When Hutch and Hannibal got in, after Hannibal gave me a sniff and let me give him a pet, I asked, “How do you let them go?”

He knew what I was asking, because he answered, “With difficulty.”

“It’s rough?”

Stupid question.

“You raise a dog from a pup, you gotta have ice in your veins not to let your feelings get involved.” He rounded his truck in the wide space between house and pens and kept talking, “But I vet my clients extensively. I know the dogs are going to good people to do good work, and the contract stipulates if they’re retired from that work and they don’t intend to keep them, they have to return them to me. ”

“Do any get returned?”

“None. Most cops who work K9 adopt the dog they patrol with when he or she is retired. A bond is a bond. A partnership bond like that never dies.”

I thought of Tonks and Moxie.

I’d had them just over a week and I couldn’t imagine my life without them.

He pulled out on CR 10.

“Your house is you,” I remarked.

“What’s that mean?” he asked with a bite reminiscent of Mr. Grouch.

“I mean it’s you,” I repeated saucily. “A cool-as-shit log cabin. Natural. Like an extension of the wilderness that’s all around. If there’s one thing that fits in this place that’s manmade, it’s a log cabin. And your dog pens are the bomb.”

He seemed to relax, and I didn’t know what that was about, but I didn’t like it.

“Bought it, didn’t do shit to it,” he said.

“Does it need shit done to it?”

“Not sure my oven would evenly bake a loaf of sourdough bread,” he joked.

Considering his earlier bite, I didn’t laugh.

I retorted, “Well, since you don’t eat sourdough bread, then who cares?”

“My thoughts,” he muttered.

“Can I make a guess?” I snapped.

“Not sure, considering you sound pissy, and I don’t know what you’re talking about, but go ahead.”

“Up-her-own-butt Bree thought you should put in a jacuzzi.”

For a second, there was silence.

Then the cab filled with his deep, rich laughter, something else I’d never heard, something else I liked very much, and after it, he said, “She thought I should consider some upgrades.”

“Thought? Or nagged about it? Because she’s up-her-own-ass Bree and felt entitled to walk on furs and could feel a pea if it was placed between the mattress and box springs.”

“I’m a little scared of how much you don’t like a woman you’ve never met, babe,” he teased.

“Crashing out like she did on you, Hutch, is not okay.”

“Don’t I know it,” he muttered.

“Huh,” I huffed.

He chuckled.

Not as nice as his laugh, but still nice.

“Hope that coated, fried beef cutlet isn’t sitting in your gut so you don’t have enough energy for me, May,” he said.

“Oh, I’ll keep up with you Hutch Hutchison.”

His lips lifted his mustache in the dashboard light. “Right.”

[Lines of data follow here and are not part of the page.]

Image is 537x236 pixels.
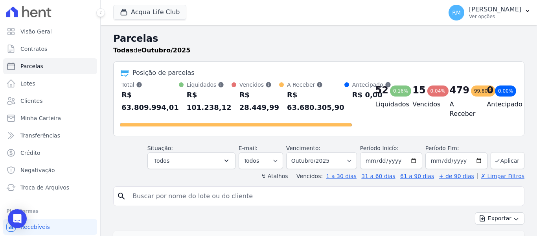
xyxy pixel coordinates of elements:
a: 31 a 60 dias [362,173,395,179]
span: Clientes [20,97,42,105]
div: R$ 28.449,99 [240,89,279,114]
div: A Receber [287,81,345,89]
span: Minha Carteira [20,114,61,122]
div: 0,16% [390,85,411,96]
div: 0,00% [495,85,517,96]
a: Parcelas [3,58,97,74]
button: Aplicar [491,152,525,169]
h4: Antecipado [487,100,512,109]
a: Recebíveis [3,219,97,234]
div: Vencidos [240,81,279,89]
div: 99,80% [471,85,496,96]
div: R$ 0,00 [352,89,391,101]
span: Recebíveis [20,223,50,231]
a: Visão Geral [3,24,97,39]
a: 1 a 30 dias [327,173,357,179]
div: 52 [376,84,389,96]
a: Crédito [3,145,97,161]
h4: A Receber [450,100,475,118]
a: Negativação [3,162,97,178]
span: Transferências [20,131,60,139]
a: + de 90 dias [439,173,474,179]
div: R$ 63.680.305,90 [287,89,345,114]
label: Vencidos: [293,173,323,179]
div: 479 [450,84,470,96]
label: Vencimento: [286,145,321,151]
i: search [117,191,126,201]
div: Total [122,81,179,89]
input: Buscar por nome do lote ou do cliente [128,188,521,204]
h4: Liquidados [376,100,400,109]
h4: Vencidos [413,100,437,109]
span: Visão Geral [20,28,52,35]
span: Parcelas [20,62,43,70]
label: Período Fim: [426,144,488,152]
span: Todos [154,156,170,165]
span: Troca de Arquivos [20,183,69,191]
div: R$ 101.238,12 [187,89,232,114]
div: 15 [413,84,426,96]
div: Antecipado [352,81,391,89]
span: Crédito [20,149,41,157]
p: de [113,46,190,55]
div: Open Intercom Messenger [8,209,27,228]
label: Situação: [148,145,173,151]
div: Plataformas [6,206,94,216]
strong: Todas [113,46,134,54]
div: 0,04% [428,85,449,96]
button: Todos [148,152,236,169]
a: 61 a 90 dias [400,173,434,179]
a: Transferências [3,127,97,143]
span: Negativação [20,166,55,174]
a: ✗ Limpar Filtros [478,173,525,179]
a: Lotes [3,76,97,91]
p: [PERSON_NAME] [469,6,522,13]
a: Troca de Arquivos [3,179,97,195]
div: Liquidados [187,81,232,89]
label: ↯ Atalhos [261,173,288,179]
label: E-mail: [239,145,258,151]
h2: Parcelas [113,31,525,46]
button: Acqua Life Club [113,5,186,20]
a: Contratos [3,41,97,57]
span: Contratos [20,45,47,53]
div: Posição de parcelas [133,68,195,77]
span: Lotes [20,79,35,87]
div: R$ 63.809.994,01 [122,89,179,114]
button: RM [PERSON_NAME] Ver opções [443,2,537,24]
strong: Outubro/2025 [142,46,191,54]
label: Período Inicío: [360,145,399,151]
span: RM [452,10,461,15]
button: Exportar [475,212,525,224]
a: Clientes [3,93,97,109]
a: Minha Carteira [3,110,97,126]
div: 0 [487,84,494,96]
p: Ver opções [469,13,522,20]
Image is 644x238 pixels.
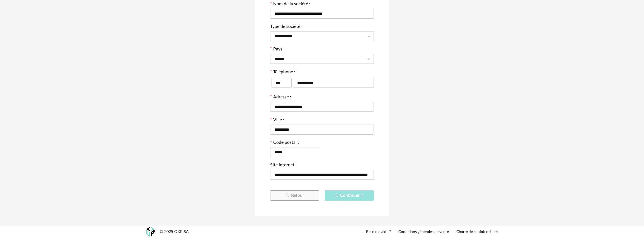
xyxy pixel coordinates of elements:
a: Charte de confidentialité [456,229,498,235]
label: Pays : [270,47,285,53]
label: Ville : [270,118,284,123]
label: Site internet : [270,163,297,168]
img: OXP [146,227,155,237]
label: Type de société : [270,24,303,30]
label: Adresse : [270,95,291,101]
div: © 2025 OXP SA [160,229,189,235]
label: Nom de la société : [270,2,310,8]
label: Code postal : [270,141,299,146]
a: Conditions générales de vente [398,229,449,235]
label: Téléphone : [270,70,295,75]
a: Besoin d'aide ? [366,229,391,235]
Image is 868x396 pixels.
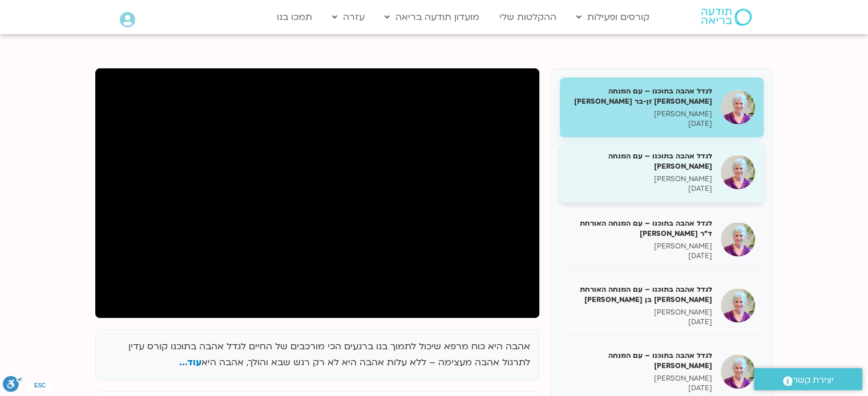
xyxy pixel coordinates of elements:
[569,374,712,383] p: [PERSON_NAME]
[720,222,755,256] img: לגדל אהבה בתוכנו – עם המנחה האורחת ד"ר נועה אלבלדה
[569,119,712,129] p: [DATE]
[720,355,755,388] img: לגדל אהבה בתוכנו – עם המנחה האורח בן קמינסקי
[569,110,712,119] p: [PERSON_NAME]
[571,6,655,28] a: קורסים ופעילות
[569,86,712,107] h5: לגדל אהבה בתוכנו – עם המנחה [PERSON_NAME] זן-בר [PERSON_NAME]
[569,174,712,185] p: [PERSON_NAME]
[720,288,755,323] img: לגדל אהבה בתוכנו – עם המנחה האורחת שאנייה כהן בן חיים
[569,251,712,261] p: [DATE]
[105,339,530,372] p: אהבה היא כוח מרפא שיכול לתמוך בנו ברגעים הכי מורכבים של החיים לגדל אהבה בתוכנו קורס עדין לתרגול א...
[569,218,712,238] h5: לגדל אהבה בתוכנו – עם המנחה האורחת ד"ר [PERSON_NAME]
[379,6,485,28] a: מועדון תודעה בריאה
[493,6,562,28] a: ההקלטות שלי
[179,356,202,369] span: עוד...
[326,6,370,28] a: עזרה
[569,151,712,172] h5: לגדל אהבה בתוכנו – עם המנחה [PERSON_NAME]
[569,351,712,371] h5: לגדל אהבה בתוכנו – עם המנחה [PERSON_NAME]
[569,285,712,305] h5: לגדל אהבה בתוכנו – עם המנחה האורחת [PERSON_NAME] בן [PERSON_NAME]
[569,383,712,393] p: [DATE]
[569,318,712,327] p: [DATE]
[793,372,833,388] span: יצירת קשר
[720,155,755,190] img: לגדל אהבה בתוכנו – עם המנחה האורח ענבר בר קמה
[701,8,752,25] img: תודעה בריאה
[569,242,712,251] p: [PERSON_NAME]
[754,368,862,390] a: יצירת קשר
[569,185,712,194] p: [DATE]
[271,6,318,28] a: תמכו בנו
[720,90,755,124] img: לגדל אהבה בתוכנו – עם המנחה האורחת צילה זן-בר צור
[569,308,712,318] p: [PERSON_NAME]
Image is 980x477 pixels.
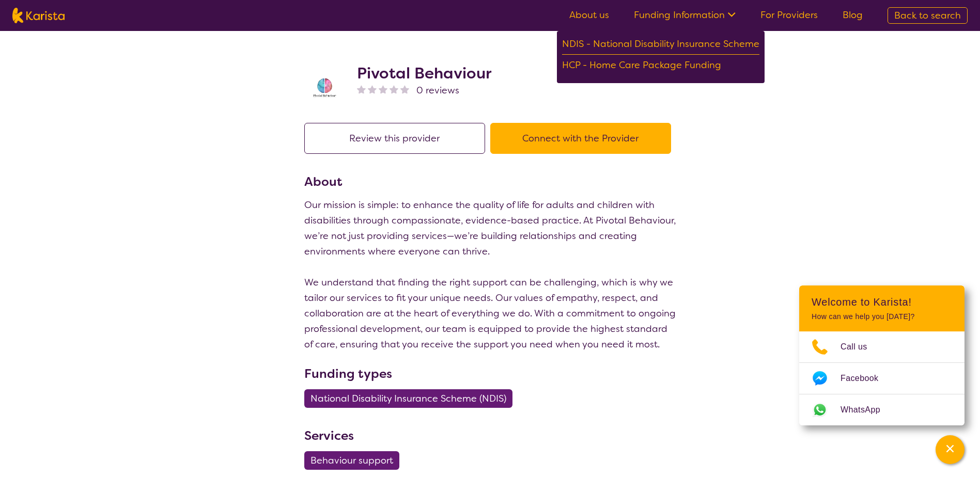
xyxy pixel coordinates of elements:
img: nonereviewstar [389,84,398,93]
a: Web link opens in a new tab. [799,394,965,425]
span: WhatsApp [840,402,892,418]
h3: Funding types [304,365,676,383]
h2: Pivotal Behaviour [357,64,492,83]
button: Connect with the Provider [490,123,671,154]
img: nonereviewstar [378,84,387,93]
img: Karista logo [12,8,64,23]
a: Review this provider [304,132,490,144]
span: National Disability Insurance Scheme (NDIS) [310,389,506,408]
img: nonereviewstar [400,84,409,93]
a: Back to search [887,7,968,24]
img: wj9hjhqjgkysxqt1appg.png [304,66,346,108]
span: 0 reviews [416,83,459,98]
iframe: Chat Window [934,434,966,466]
h2: Welcome to Karista! [812,296,952,308]
a: National Disability Insurance Scheme (NDIS) [304,393,518,405]
span: Call us [840,339,879,355]
a: Behaviour support [304,454,406,467]
div: HCP - Home Care Package Funding [562,57,760,75]
button: Review this provider [304,123,485,154]
a: For Providers [760,9,818,21]
span: Back to search [894,9,961,22]
div: NDIS - National Disability Insurance Scheme [562,36,760,55]
img: nonereviewstar [357,84,366,93]
img: nonereviewstar [368,84,377,93]
h3: About [304,173,676,191]
a: About us [569,9,609,21]
span: Facebook [840,371,890,386]
a: Connect with the Provider [490,132,676,144]
h3: Services [304,427,676,445]
div: Channel Menu [799,286,965,425]
a: Blog [843,9,863,21]
p: How can we help you [DATE]? [812,313,952,321]
p: Our mission is simple: to enhance the quality of life for adults and children with disabilities t... [304,197,676,352]
span: Behaviour support [310,451,393,470]
ul: Choose channel [799,331,965,425]
a: Funding Information [634,9,736,21]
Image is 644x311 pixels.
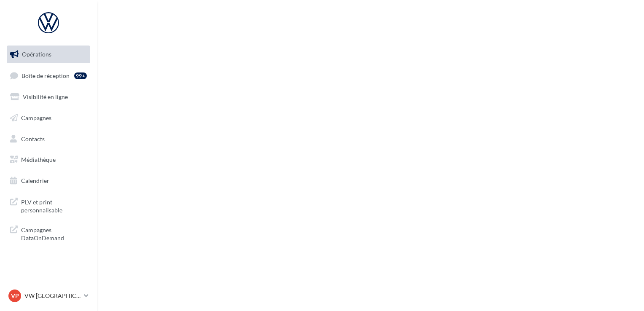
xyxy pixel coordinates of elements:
[11,292,19,300] span: VP
[23,93,68,100] span: Visibilité en ligne
[24,292,81,300] p: VW [GEOGRAPHIC_DATA] 13
[22,51,51,58] span: Opérations
[21,156,56,163] span: Médiathèque
[7,288,90,304] a: VP VW [GEOGRAPHIC_DATA] 13
[21,196,87,214] span: PLV et print personnalisable
[21,135,45,142] span: Contacts
[74,72,87,79] div: 99+
[5,172,92,190] a: Calendrier
[5,130,92,148] a: Contacts
[5,46,92,63] a: Opérations
[5,109,92,127] a: Campagnes
[21,72,69,79] span: Boîte de réception
[5,151,92,169] a: Médiathèque
[21,114,51,121] span: Campagnes
[5,221,92,246] a: Campagnes DataOnDemand
[5,88,92,106] a: Visibilité en ligne
[21,224,87,242] span: Campagnes DataOnDemand
[5,67,92,85] a: Boîte de réception99+
[21,177,49,184] span: Calendrier
[5,193,92,218] a: PLV et print personnalisable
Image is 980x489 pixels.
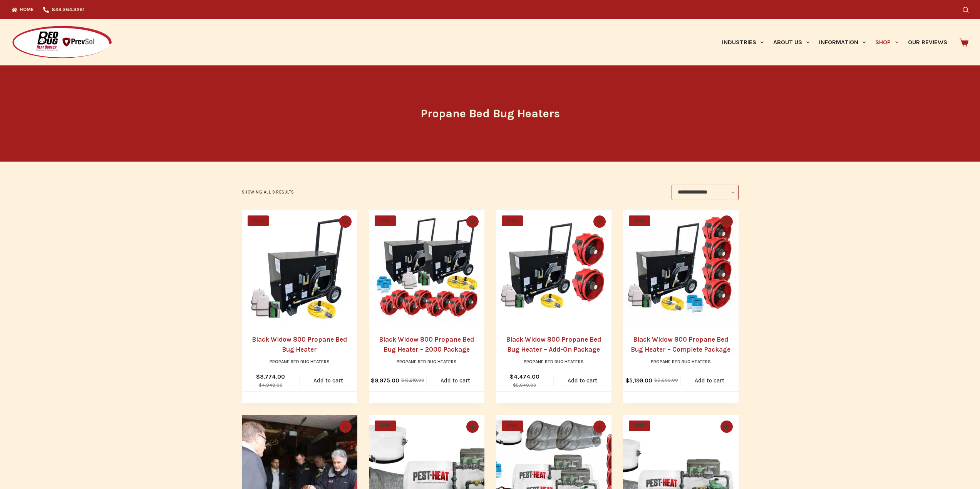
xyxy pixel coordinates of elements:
[671,185,738,200] select: Shop order
[247,215,269,226] span: SALE
[401,377,405,383] span: $
[466,420,478,433] button: Quick view toggle
[339,420,352,433] button: Quick view toggle
[628,420,650,431] span: SALE
[270,359,329,364] a: Propane Bed Bug Heaters
[370,377,375,384] span: $
[717,19,952,65] nav: Primary
[513,383,516,388] span: $
[628,215,650,226] span: SALE
[300,370,357,391] a: Add to cart: “Black Widow 800 Propane Bed Bug Heater”
[630,335,730,353] a: Black Widow 800 Propane Bed Bug Heater – Complete Package
[259,383,262,388] span: $
[242,210,357,325] a: Black Widow 800 Propane Bed Bug Heater
[720,420,733,433] button: Quick view toggle
[339,215,352,228] button: Quick view toggle
[466,215,478,228] button: Quick view toggle
[513,383,536,388] bdi: 5,649.00
[256,373,285,380] bdi: 3,774.00
[502,215,523,226] span: SALE
[252,335,347,353] a: Black Widow 800 Propane Bed Bug Heater
[768,19,814,65] a: About Us
[506,335,601,353] a: Black Widow 800 Propane Bed Bug Heater – Add-On Package
[654,377,678,383] bdi: 6,609.00
[651,359,710,364] a: Propane Bed Bug Heaters
[379,335,474,353] a: Black Widow 800 Propane Bed Bug Heater – 2000 Package
[345,105,635,122] h1: Propane Bed Bug Heaters
[625,377,652,384] bdi: 5,199.00
[717,19,768,65] a: Industries
[496,210,611,325] a: Black Widow 800 Propane Bed Bug Heater - Add-On Package
[523,359,584,364] a: Propane Bed Bug Heaters
[623,210,738,325] a: Black Widow 800 Propane Bed Bug Heater - Complete Package
[814,19,870,65] a: Information
[375,420,395,431] span: SALE
[625,377,629,384] span: $
[375,215,395,226] span: SALE
[654,377,657,383] span: $
[12,26,113,60] img: Prevsol/Bed Bug Heat Doctor
[509,373,514,380] span: $
[870,19,903,65] a: Shop
[593,215,605,228] button: Quick view toggle
[396,359,457,364] a: Propane Bed Bug Heaters
[680,370,738,391] a: Add to cart: “Black Widow 800 Propane Bed Bug Heater - Complete Package”
[242,189,295,196] p: Showing all 9 results
[903,19,952,65] a: Our Reviews
[963,7,968,13] button: Search
[509,373,539,380] bdi: 4,474.00
[553,370,611,391] a: Add to cart: “Black Widow 800 Propane Bed Bug Heater - Add-On Package”
[401,377,424,383] bdi: 13,218.00
[259,383,283,388] bdi: 4,949.00
[256,373,260,380] span: $
[369,210,484,325] a: Black Widow 800 Propane Bed Bug Heater - 2000 Package
[370,377,399,384] bdi: 9,975.00
[593,420,605,433] button: Quick view toggle
[502,420,523,431] span: SALE
[720,215,733,228] button: Quick view toggle
[427,370,484,391] a: Add to cart: “Black Widow 800 Propane Bed Bug Heater - 2000 Package”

In the end, I did keep up with him.

Though just barely.

Thursday, we took another break (because, seriously, I loved every minute, but the guy was breaking me!).

And Thursday, I learned Mrs. Matthews’s “landscaping team” was her son and two grandsons.

But Thursday night, I sent Hutch a picture of the fire I built (he’d taught me Wednesday night, before we got busy on my couch).

He not only dropped a thumbs up on my picture.

He texted, Nice.

It was.

He was.

This was.

And Abigail’s advice was perfect, because that whole week proved my idea of what Hutch and I should be was perfect.

But of course, for me, that kind of thing never lasted.